USER EXPERIENCE DESIGN
Case Study Title
A tagline is descriptive.
Overview
The leadership team at Best Buy was determined to reshape their in-store experience by creating a collection of digital tools for customers and sales associates.
TEAM & DURATION
My role was principal UX designer with additional focus on content strategy , research and client management. I worked closely with creative directors, visual designers and account managers from our partner agency at Sequence.
TOOLS & METHODS
Design strategy and concept design
Interaction design for web, mobile and tablet
Art direction for UX visual design
User interviews
Contextual inquiry
Competitive Research
Comparing the Blanton in relation to two e-commerce competitors, Museum of Art Vs. RISD Works
The Problem
“I’m just looking around, thanks”
One of the biggest challenges facing Best Buy is the trend towards “showrooming;” that is, the tendency for customers to browse items in the physical store but to order online from another retailer. We learned early on that showrooming is a symptom of a deeper problem: Customers have trouble knowing which tech products to buy on their own and, at the same time, they do not value interactions with the sales associates who could guide them. As a result, customers often leave Best Buy stores before feeling confident enough to commit to a purchase.
The Solution
Provide a familiar e-commerce experience and increase community engagement through memberships.

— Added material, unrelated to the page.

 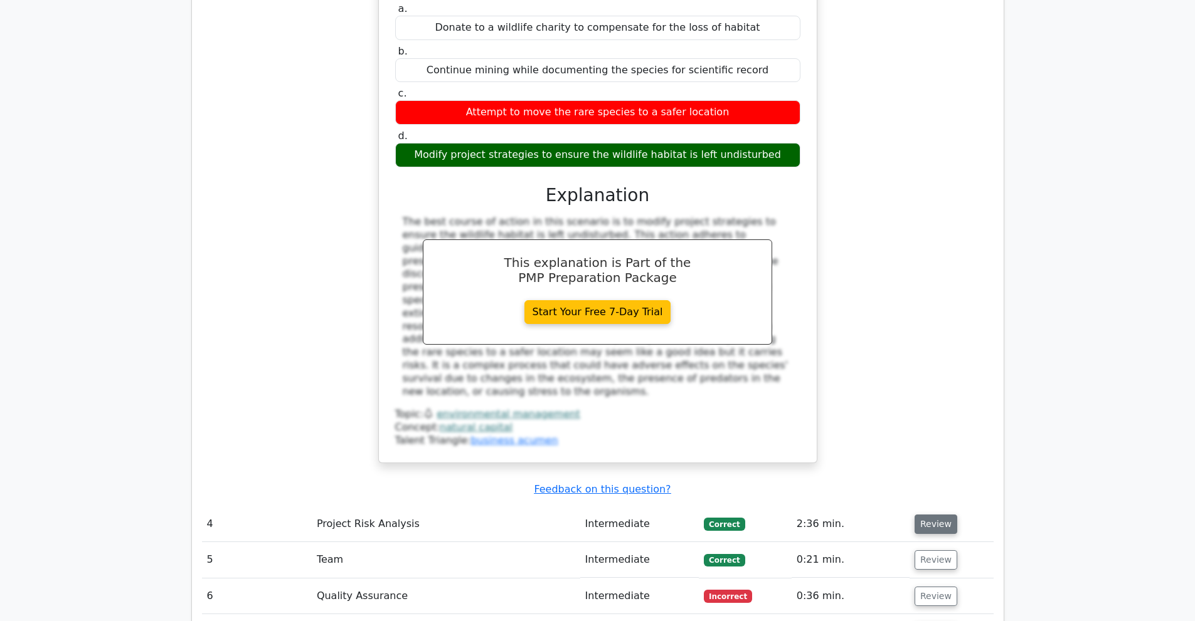 What do you see at coordinates (598, 307) in the screenshot?
I see `div: The best course of action in this scenario is to modify project strategies to ensure the wildlife...` at bounding box center [598, 307].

The big idea was to support customers’ access to product information by connecting store visits, research at home or on the go, and multiple device types. The in-store sales experience played a prominent role in our approach: We created a tablet app for sales associates that allowed for accessing and capturing customers’ preference details and for completing purchases on the sales floor.
Process
Move Fast with stakeholders
Get Messy Early
We filled our days in these early parts of the project with rough sketches, white-boarding and participatory design sessions with the client, and lots of ideas jotted down on post-it notes. This helped us wrap our heads around a problem that spanned different users, associates, locations and devices.
INVITE USERS INTO YOUR PROCESS
The second part of our approach was to invite users and customers into our process. One of our most effective strategies was to test our hand-drawn sketches with users and to iterate the sketches within or between each testing session. We even handed our sharpies to users and let them sketch out their own ideas.
RESEARCH IN CONTEXT
The success of our design hinged partially on customers’ willingness to embrace in-store digital tools which, from a research perspective, meant we needed to go beyond testing interfaces to testing experiences in the retail context. Our research activities included visits to customers’ homes throughout the U.S. and to the Best Buy prototype store near Minneapolis.